IPM Take
Digital pathology is becoming one of the clearest places where AI could support personalised medicine, because diagnosis, biomarkers and treatment eligibility often start in tissue. PathAI’s designation is not the same as full market authorisation, and the tool should not be treated as routine-ready. But it is a signal that AI pathology is moving into serious regulatory channels. The next test is whether these tools improve diagnostic quality, turnaround time and access without weakening professional accountability.
Executive Summary
On 3 March 2026, PathAI announced that FDA granted Breakthrough Device Designation to PathAssist Derm, an AI-powered pathology solution designed to analyse digital whole-slide images of skin lesions and aid pathologists in their review. PathAI said the designation follows other regulatory milestones, including FDA 510(k) clearance for AISight Dx and EMA/FDA qualification of AIM-MASH AI Assist as an AI-powered pathology drug development tool.
Why it matters
- Diagnostics / pathology: AI could help manage workload and support more consistent review, but only if tools fit real pathology workflows.
- Hospitals / providers: Need digital slide infrastructure, workflow integration, cybersecurity, training and quality assurance before AI pathology can scale.
- Regulators / patients: Need clear evidence that AI-assisted pathology improves performance and does not create new risks through automation bias or unclear responsibility.
Previously, digital pathology was often discussed as a digitisation problem: scanning slides, storing images and enabling remote review. AI changes the question. Once whole-slide images are digital, algorithms can be trained to identify patterns, support triage, assist review and potentially connect pathology more directly to biomarker-driven care.
What has changed here is the regulatory signal. FDA Breakthrough Device Designation does not mean the product is fully authorised for routine clinical use. But it does mean the tool has entered a pathway for closer FDA interaction because it may address a serious condition or unmet need.
The affected population is initially patients with skin lesions whose pathology review could eventually be supported by the tool, if authorised. But the wider relevance is broader: dermatopathology is a stress test for AI-assisted diagnosis, workload management and digital pathology adoption.
For IPM, this belongs at the centre of AI & Tech because it connects technology to the real access chain. Precision medicine does not start when a drug is approved. It starts when tissue is reviewed, biomarkers are interpreted and the right pathway is triggered. AI pathology will matter only if it improves that pathway safely and equitably.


* Your objective *
Lines holding the string "brain" in the listing below are to be copied.

* Source material *
§ §
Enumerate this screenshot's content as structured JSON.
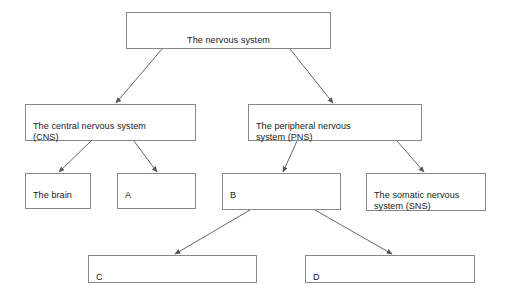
{
  "diagram": {
    "canvas": {
      "width": 510,
      "height": 295,
      "background": "#ffffff"
    },
    "style": {
      "box_border_color": "#878787",
      "box_fill": "#ffffff",
      "text_color": "#1a1a1a",
      "arrow_color": "#555555"
    },
    "nodes": [
      {
        "id": "nervous-system",
        "label": "The nervous system",
        "x": 126,
        "y": 12,
        "w": 205,
        "h": 37,
        "align": "center"
      },
      {
        "id": "cns",
        "label": "The central nervous system\n(CNS)",
        "x": 25,
        "y": 104,
        "w": 171,
        "h": 37,
        "align": "left"
      },
      {
        "id": "pns",
        "label": "The peripheral nervous\nsystem (PNS)",
        "x": 248,
        "y": 104,
        "w": 174,
        "h": 37,
        "align": "left"
      },
      {
        "id": "brain",
        "label": "The brain",
        "x": 25,
        "y": 173,
        "w": 66,
        "h": 36,
        "align": "left"
      },
      {
        "id": "answer-a",
        "label": "A",
        "x": 117,
        "y": 173,
        "w": 79,
        "h": 36,
        "align": "left"
      },
      {
        "id": "answer-b",
        "label": "B",
        "x": 222,
        "y": 173,
        "w": 119,
        "h": 37,
        "align": "left"
      },
      {
        "id": "sns",
        "label": "The somatic nervous\nsystem (SNS)",
        "x": 366,
        "y": 173,
        "w": 120,
        "h": 38,
        "align": "left"
      },
      {
        "id": "answer-c",
        "label": "C",
        "x": 88,
        "y": 255,
        "w": 169,
        "h": 28,
        "align": "left"
      },
      {
        "id": "answer-d",
        "label": "D",
        "x": 305,
        "y": 255,
        "w": 170,
        "h": 28,
        "align": "left"
      }
    ],
    "edges": [
      {
        "id": "edge-nervous-to-cns",
        "from": "nervous-system",
        "to": "cns",
        "x1": 162,
        "y1": 49,
        "x2": 116,
        "y2": 103
      },
      {
        "id": "edge-nervous-to-pns",
        "from": "nervous-system",
        "to": "pns",
        "x1": 290,
        "y1": 49,
        "x2": 333,
        "y2": 103
      },
      {
        "id": "edge-cns-to-brain",
        "from": "cns",
        "to": "brain",
        "x1": 91,
        "y1": 141,
        "x2": 59,
        "y2": 172
      },
      {
        "id": "edge-cns-to-a",
        "from": "cns",
        "to": "answer-a",
        "x1": 134,
        "y1": 141,
        "x2": 157,
        "y2": 172
      },
      {
        "id": "edge-pns-to-b",
        "from": "pns",
        "to": "answer-b",
        "x1": 297,
        "y1": 141,
        "x2": 283,
        "y2": 172
      },
      {
        "id": "edge-pns-to-sns",
        "from": "pns",
        "to": "sns",
        "x1": 397,
        "y1": 141,
        "x2": 424,
        "y2": 172
      },
      {
        "id": "edge-b-to-c",
        "from": "answer-b",
        "to": "answer-c",
        "x1": 250,
        "y1": 210,
        "x2": 175,
        "y2": 254
      },
      {
        "id": "edge-b-to-d",
        "from": "answer-b",
        "to": "answer-d",
        "x1": 315,
        "y1": 210,
        "x2": 392,
        "y2": 254
      }
    ]
  }
}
§ §
* Solution *
        "id": "brain",
        "label": "The brain",
        "id": "edge-cns-to-brain",
        "to": "brain",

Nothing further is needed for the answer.